Paige looked at me, as though she knew exactly what had happened, which she probably did. She didn't say anything, though.

“I agree,” said Mrs. Smollet. “It would be one thing if someone would even take responsibility for it.”

“That's not how Satanic messages work,” I said. “Hiding messages is a sort of Satanic tradition.”

“So is hiding your identity, apparently,” said Mrs. Smollet.

“Then
I'm
a Satanist, and
I
wrote it,” I said.

Then Jenny stood up and said
she
was a Satanist and
she
wrote it.

And pretty soon half the room was taking credit for it. They were all chuckling, so it wasn't so dramatic that I could really compare it to people saying “I am Spartacus” or anything. But good feelings swelled inside of me. Mrs. Smollet looked like she was going to be sick.

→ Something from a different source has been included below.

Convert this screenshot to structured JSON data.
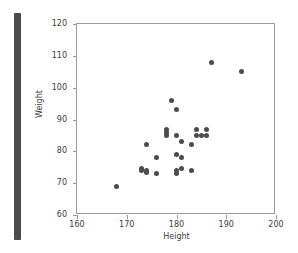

Mr. Perkins sighed. “Okay,” he said. “If you're all done, I'll tell you what we're doing. It would be
way
too expensive to recall and reprint the yearbook on short notice, but I still don't think we can put it out as is. We're going to go through every copy and put a sticker over the poem.”

“Why not just put a sticker over the second line so the acrostic says ‘Stan Rules'?” I asked.

“Because Stan doesn't rule,” said Paige.

This was the first thing she'd said to me the whole day.

“Let's be totally blunt,” said Mr. Perkins. “The poem is lousy anyway, and if you changed one line, that would wreck the rhyme scheme and make it even worse. No one approved it, anyway. So we're just going to cover it up and forget about it. Everyone on yearbook, please grab some stickers from the pile on the desk, and let's get to work. Meeting adjourned.”